When you follow your heart you never know what’s going to show up. If you’re lucky it will be a hard road—not an impossible one—just hard. For difficulties are always self-inflicted blocks and wounds showing up to be healed and released. In my case the block I stumbled over after signing up to serve as ambassador to the Quinault Nation site on the Northwest Medicine Wheel was fear.
By age 59 I’d thought I’d pretty much done with fear. I’d loved and lost many times, and lived alone many times. I’d met death. I’d engaged the demons of the astral planes when my third eye opened. I’d learned about energy and transmuting thought, done ceremony, let business and success and partners, houses and belongings go to travel alone in South and Central America. I’d met my greatest fear—abuse at the hands of men—during an ayahuasca ceremony on the Amazon River, deep in the jungles of Peru when the shaman’s camp was attacked by bandits. I came to no harm … but the terror that had lain dormant inside me, deep in the genetics of my womanhood, produced a hard lesson to endure that night.
After that I thought I had emptied myself of fear. But I was wrong.
“Did you know there’s a massive earthquake due to hit the Northwest coast this weekend?” breathlessly asked a friend. “And there are supposed to be tsunamis hitting our coast—bigger than the ones in Japan!”
Youtube videos of geologists’ predictions arrived, unsolicited, in my email. More people called on Thursday to inform me that the weekend of the vernal Equinox and the Supermoon of March was going to be a doozy of disaster. Hang onto your hat, they all said, and put up emergency supplies.
Now ever since I was a little girl I’d had dreams—nightmares—of tsunamis. For over a decade I refused to go near the oceans and for another decade I was nauseous with terror just being near the coast—always on the lookout for that telltale withdrawal of the waters, always on the lookout for high ground to flee to. Eventually as I did more inner work the fear faded, and I lived for months on the west coast of Costa Rica, soaking up the glory of tropical beaches. But now my friend’s warnings stirred up a veritable storm of old emotions. The Quinault site was right on the ocean and all sorts of disaster images started parading through my head. Soon the fear got so bad I decided to resign my ambassadorship. After all, consciousness is non-local. I could put my energy at Quinault without having to send my body along with it.
Would it really matter if I skipped facing my fears … just this once?
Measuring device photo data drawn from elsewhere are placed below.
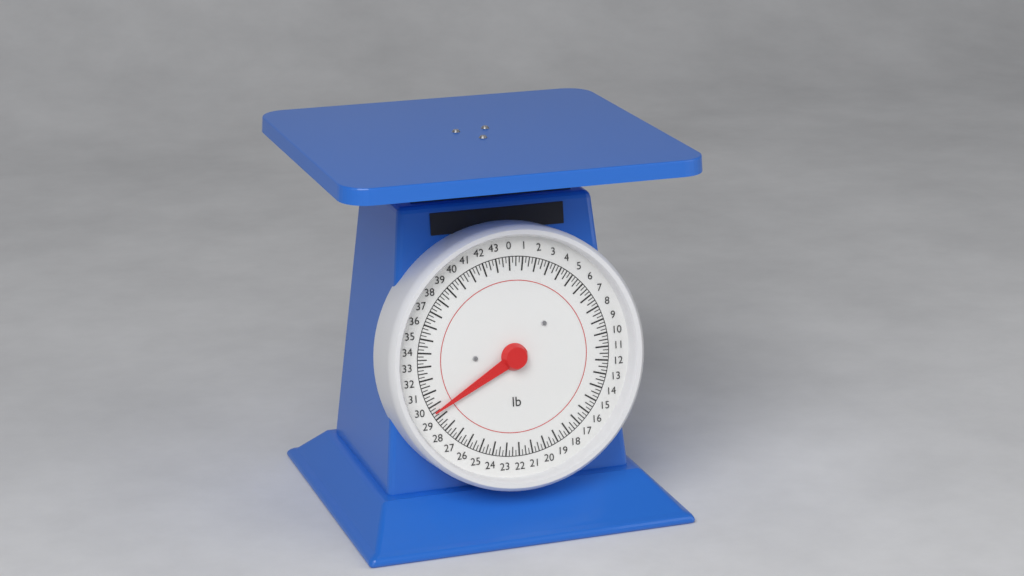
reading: 29.50 lb
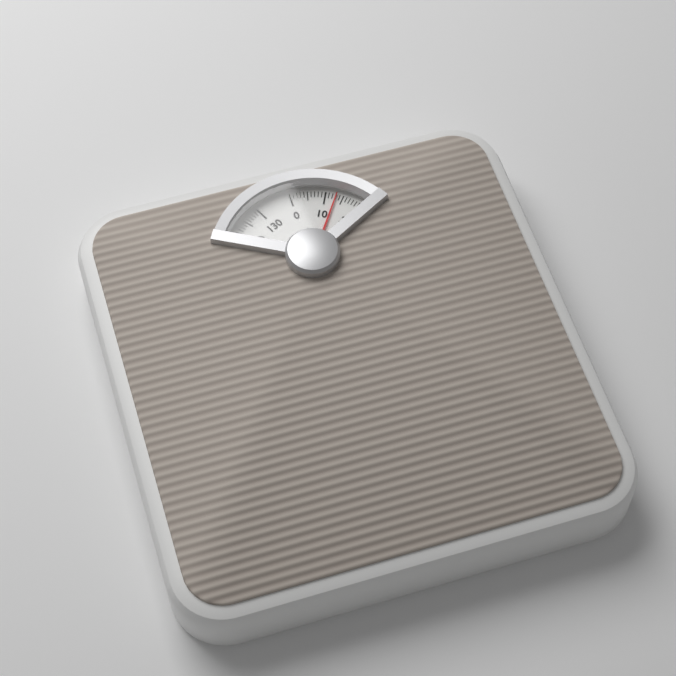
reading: 13 kg
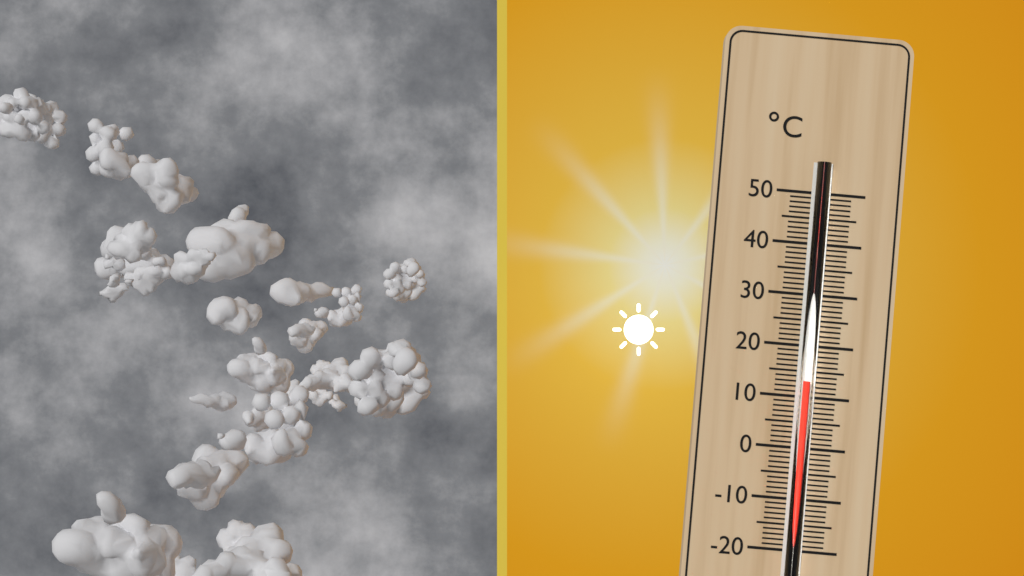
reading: 13 °C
Thank God for the Thursday night sweat. I offered my terror to the flames—the antipode of my watery visions. And in the heat and sweaty darkness perception of LIFE returned—that sweet grounded space of connectedness where all the illusions of the mind are shown for the phantoms they are … phantoms we all harbor and indulge; phantoms we traumatize ourselves with, allowing them the director’s chair of choice.
I left the sweat, shaky, but determined to stay in the present breathing moment. If I could stay there, perhaps I could manage to honor my word and commitment to Blue Thunder, to the Earth, and to myself. Maybe.
Friday morning and the ambassador’s meeting arrived. Blue Thunder listened gravely as I expressed my fear that I could not keep my fear at bay, my concern that I would drag it into ceremony, polluting the wheel. And he spoke of the forces that would pull us all down, that would hinder the progress of all peoples back into the light of Self awareness, knowledge and Spirit. After a cleansing he assured me I would do just fine. Kristine gave me the not-so-reassuring understanding that I was taking on tsunami energy for the entire planet to transmute. Feeling somewhat like a determined little donkey given its assigned burden to bear, I went home to prepare for the weekend.
On the road by 2:30 in the morning, the moon was riding high in a blackened night sky—the first clear night in weeks. As the miles clicked past, the trees and fields, forests and rivers and steams all seemed to nod at my passing, lending me their sturdy handle on the eternal nature of the life force, giving me strength and an acknowledgment of oneness. As I swept towards the coast an enormous tide of life energy rose with me, cradling me in its arms.
Kalaloch … “a good place to land” in the Quinault Native tongue. A good place to land, indeed! A secluded glade overlooking the thundering ocean from a small bluff, the surrounding fir trees were carved into individuality by the winds; their twisted forms toughened by the fierce energies where water and land meet. The grey sky was heavy with clouds and rain. The surf pounded even at low tide.
I had arrived at my destination. The story was just beginning.